On AI value in Software Engineering
I do however suspect that if you just add an ever so tiny (intelligent) human check to the mix, the use and outcome of any such tools will become so much better. I suspect that will be true for a long time into the future as well.
via: https://daniel.haxx.se/blog/2024/01/02/the-i-in-llm-stands-for-intelligence/
See Simon Willison’s post on Daniel Stenberg’s recent post
This is a great example of how AI can be extremely valuable to experienced software engineers - but it still requires engineering skill to build well-designed software that remains maintainable.
As I started reading this I immediately recalled Daniel Stenberg’s frustration with the overwhelming AI-generated bug reports and PRs he was getting for curl. Of course Simon Willison covered that in his post 😀.
Daniel Stenberg’s Post on LinkedIn:
That’s it. I’ve had it. I’m putting my foot down on this craziness.
Every reporter submitting security reports on #Hackerone for #curl now needs to answer this question:
“Did you use an AI to find the problem or generate this submission?” (and if they do select it, they can expect a stream of proof of actual intelligence follow-up questions)
We now ban every reporter INSTANTLY who submits reports we deem AI slop. A threshold has been reached. We are effectively being DDoSed. If we could, we would charge them for this waste of our time.
We still have not seen a single valid security report done with AI help.
Seeing him extract real value from it when used with experience and direction is a good example of how AI can be a force multiplier for experienced software engineers.
There are some interesting comments in the threads:
@bagder so this is what an AI can do when wielded by a competent human?
@wolf480pl yes! and this after three competent code analyzers already say “no issues found” …
I’m getting more valuable output from AI as I learn what it needs and build my library of context for different tasks.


(PROBLEM): Return the entries verbatim and drop every picture.

(EXERCISE DATA):
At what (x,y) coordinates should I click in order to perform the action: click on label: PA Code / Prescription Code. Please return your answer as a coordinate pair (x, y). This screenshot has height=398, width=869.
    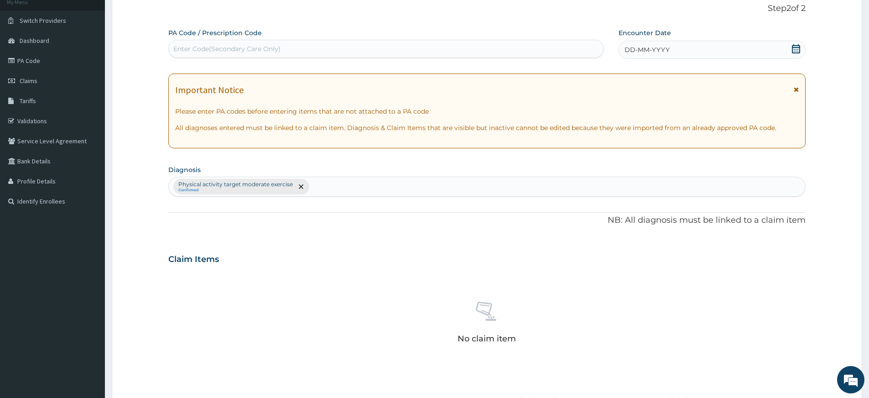
    Looking at the image, I should click on (215, 33).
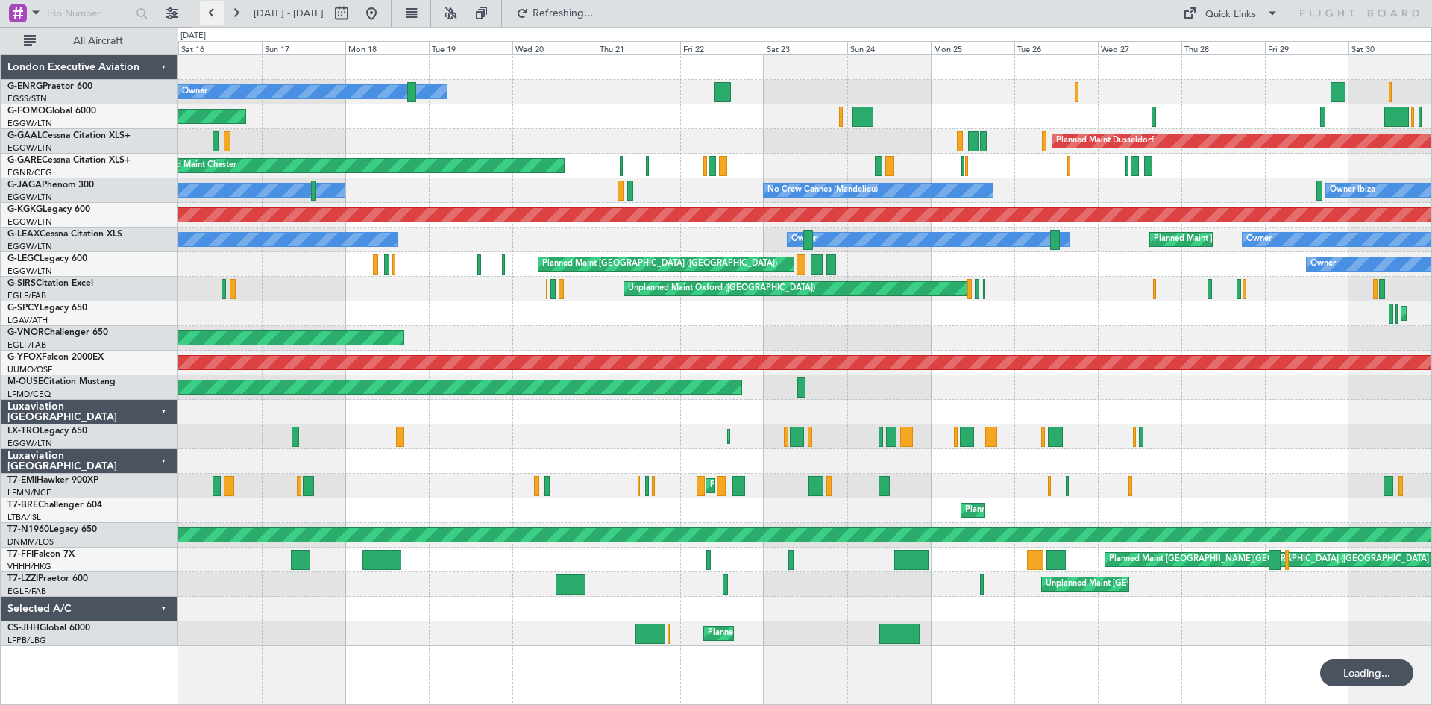 The image size is (1432, 705). I want to click on a: G-SIRSCitation Excel, so click(50, 283).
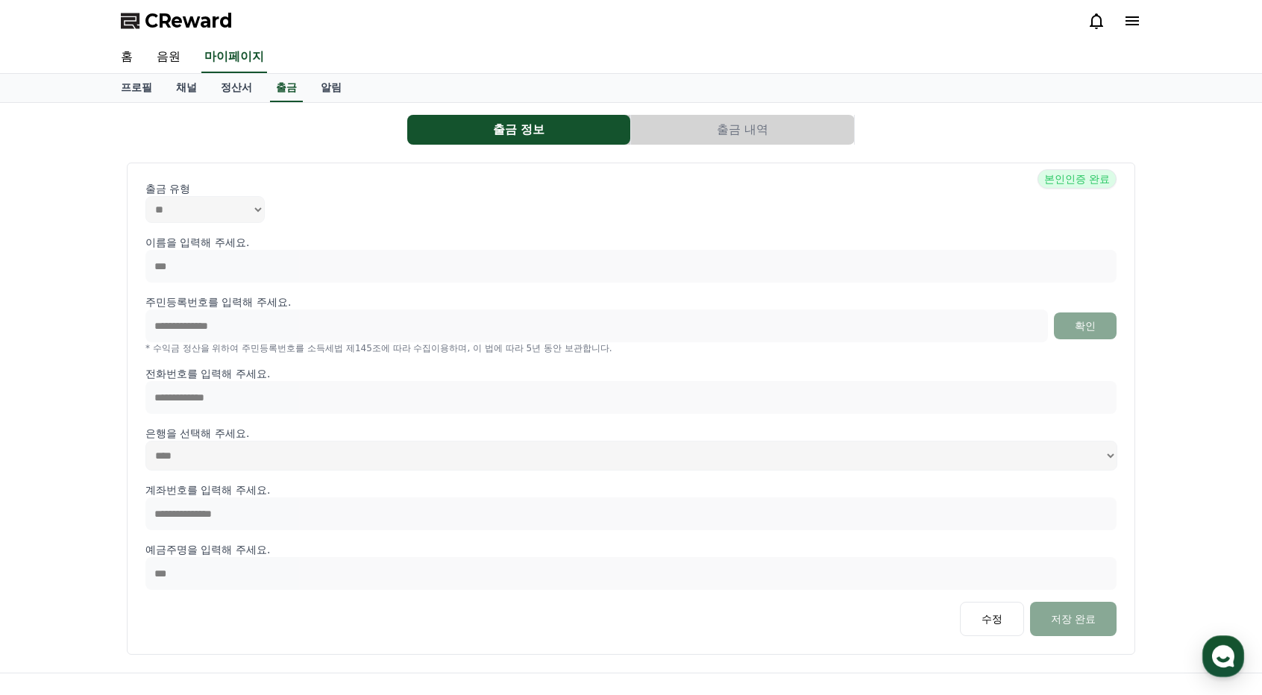  What do you see at coordinates (631, 550) in the screenshot?
I see `p: 예금주명을 입력해 주세요.` at bounding box center [631, 550].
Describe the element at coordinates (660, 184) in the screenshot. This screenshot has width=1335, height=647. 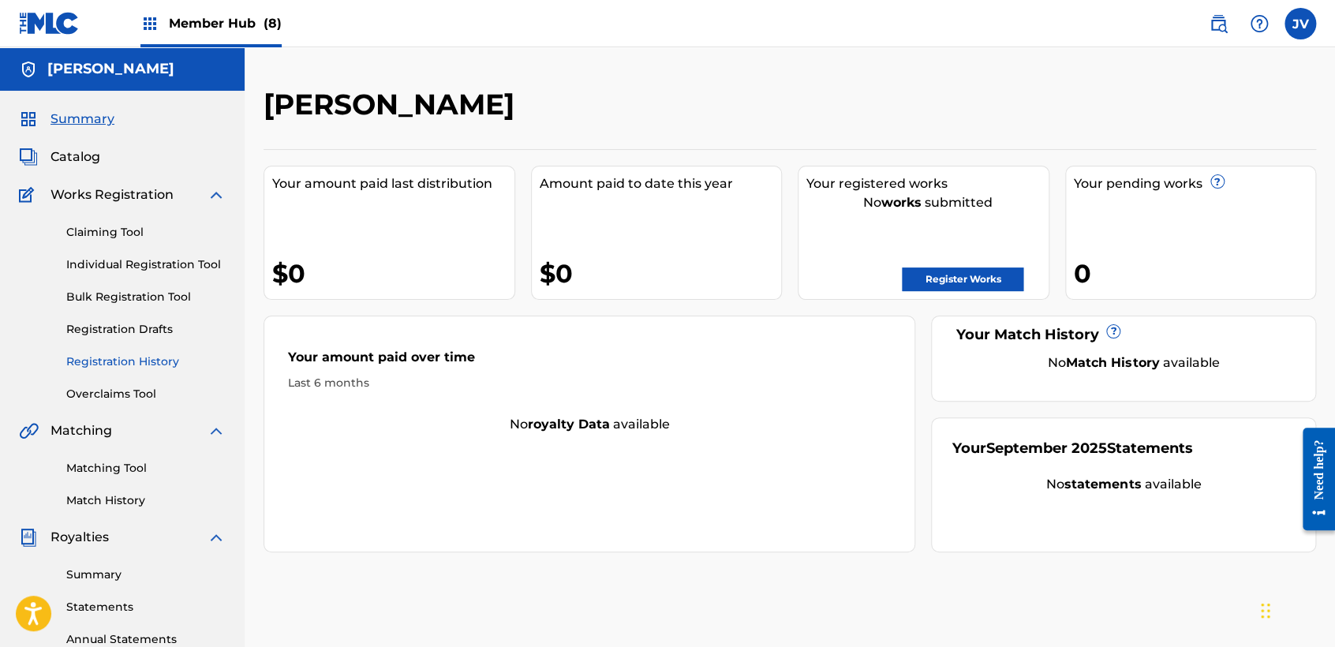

(RESPONSE BOX):
At what (x,y) coordinates should I click in order to perform the action: click on label: PA Code / Prescription Code. Please return your answer as a coordinate pair (x, y). This screenshot has height=398, width=869.
    Looking at the image, I should click on (215, 33).
 The image size is (1432, 705). I want to click on a: G-SIRSCitation Excel, so click(50, 283).
  What do you see at coordinates (631, 550) in the screenshot?
I see `p: 예금주명을 입력해 주세요.` at bounding box center [631, 550].
Describe the element at coordinates (660, 184) in the screenshot. This screenshot has width=1335, height=647. 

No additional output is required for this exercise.